The blossoming technology attracted delegations across the world hoping to implement an Aérotrain system in their own countries, including an American firm called Rohr Industries. There were rumblings of problems – the biggest was the noisy gas turbines which caused tremendous rumblings inside and outside the carriages, meaning the trains would have to run at reduced speeds in urban areas. But the train continued to beat speed records for air-cushioned vehicles, so all seemed to be going well.  

 In 1971, the Aérotrain’s first public calling came – a project was launched to connect the Defense business district with the new town of Cergy-Pontoise. In June 1974, a contract was officially signed, cementing the project’s success – or so everyone thought. 
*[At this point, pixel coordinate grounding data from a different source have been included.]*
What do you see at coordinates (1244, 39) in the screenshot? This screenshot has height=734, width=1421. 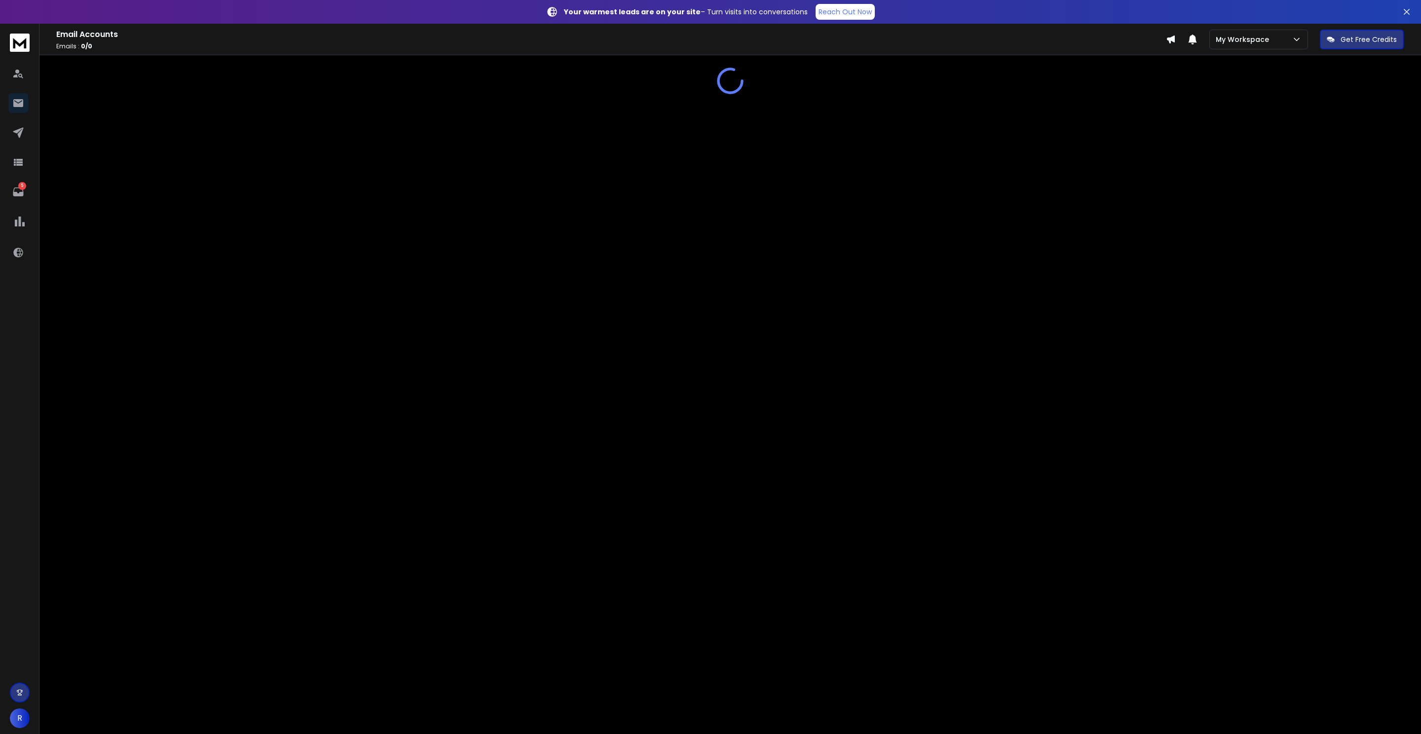 I see `p: My Workspace` at bounding box center [1244, 39].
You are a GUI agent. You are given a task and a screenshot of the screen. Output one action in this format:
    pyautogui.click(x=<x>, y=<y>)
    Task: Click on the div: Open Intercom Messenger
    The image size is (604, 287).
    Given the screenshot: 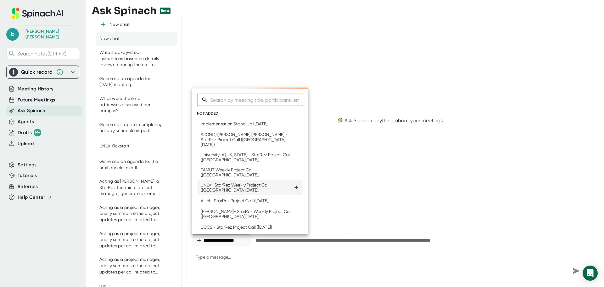 What is the action you would take?
    pyautogui.click(x=590, y=273)
    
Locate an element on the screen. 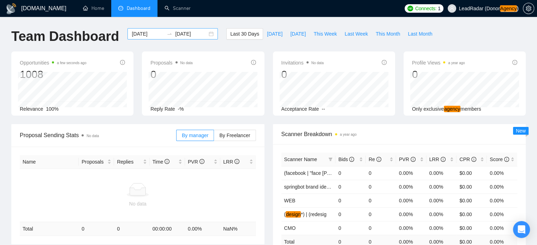 The width and height of the screenshot is (537, 245). img: upwork-logo.png is located at coordinates (410, 8).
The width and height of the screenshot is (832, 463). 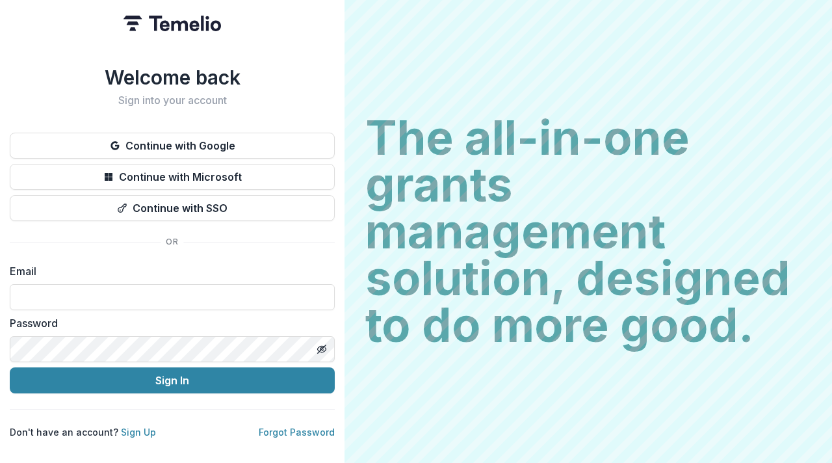 I want to click on h1: Welcome back, so click(x=172, y=77).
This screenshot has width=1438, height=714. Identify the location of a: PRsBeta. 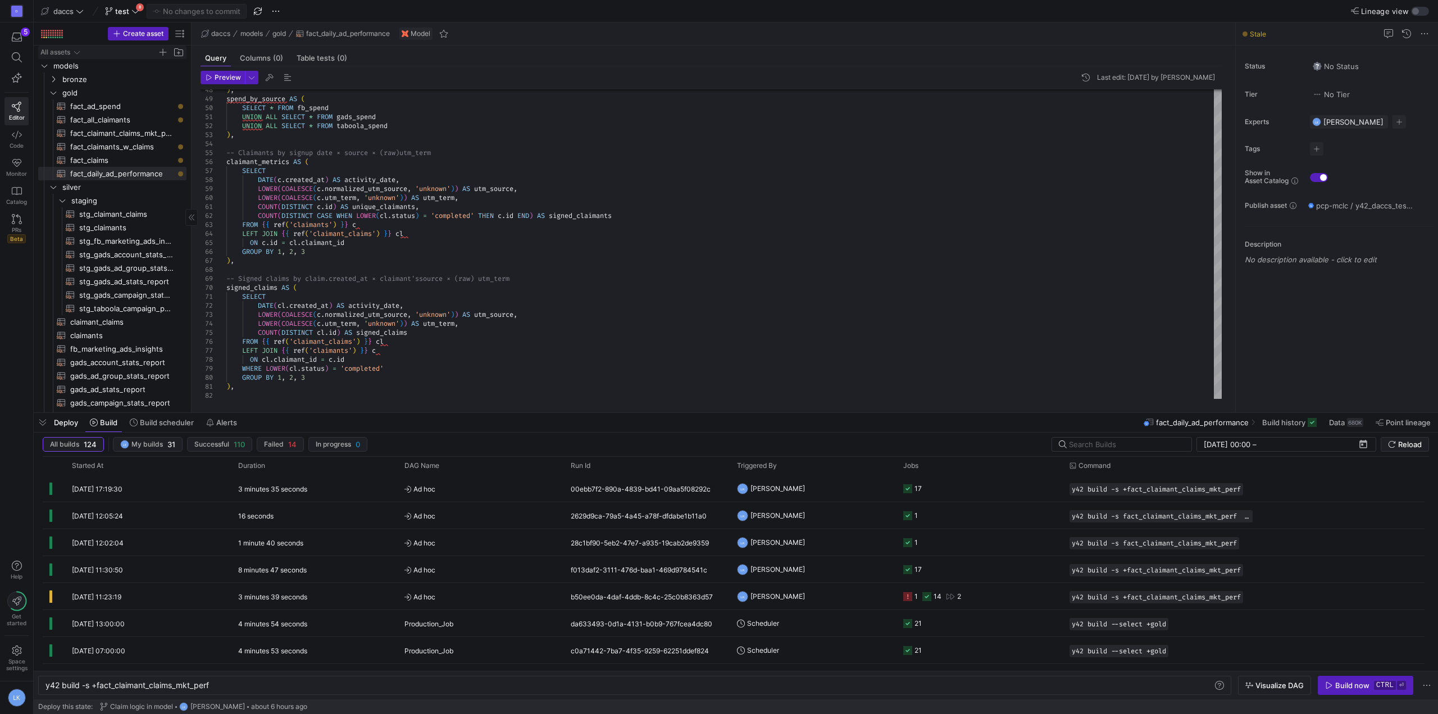
(16, 229).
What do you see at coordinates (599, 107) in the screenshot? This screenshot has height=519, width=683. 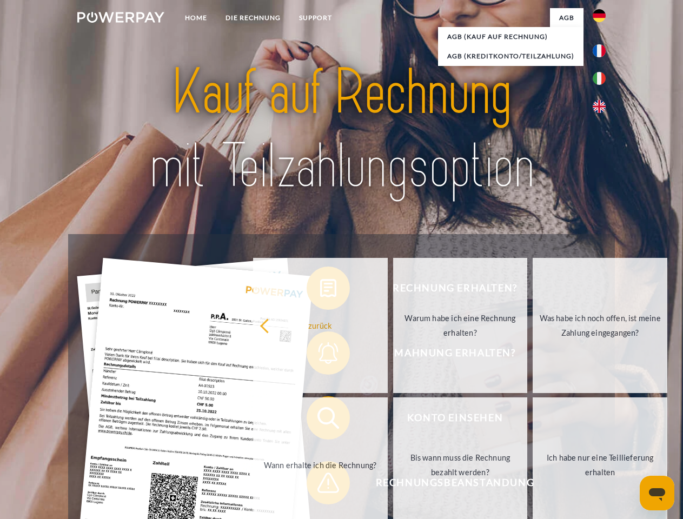 I see `img: en` at bounding box center [599, 107].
 The previous month, Valéry Giscard d’Estaing had become the next French president. He sought to expand the country’s rail power and would soon fund the TGV. First, however, to Bertin’s dismay, he cancelled the Aérotrain project in July 1974.  

 

Bertin tragically died of a brain tumour the following year, aged just 58, and with him went the project. As plaudits grew for the TGV, it seemed the Aérotrain was relegated to the graveyard of unsuccessful inventions. In the last few years, however, a company called Spacetrain (space-train.fr) has announced plans to revive the project in Saran, where the old test track is located. Launched in 2017, Spacetrain would use the air cushion technology of its predecessors, with trains at speeds of 500km/h powered by hydrogen fuel cells. Perhaps Bertin’s life’s work will be back on track and the Loiret test track will resume service once more. For now, its hardy concrete frame serves as a stoic reminder of France’s technological ambition.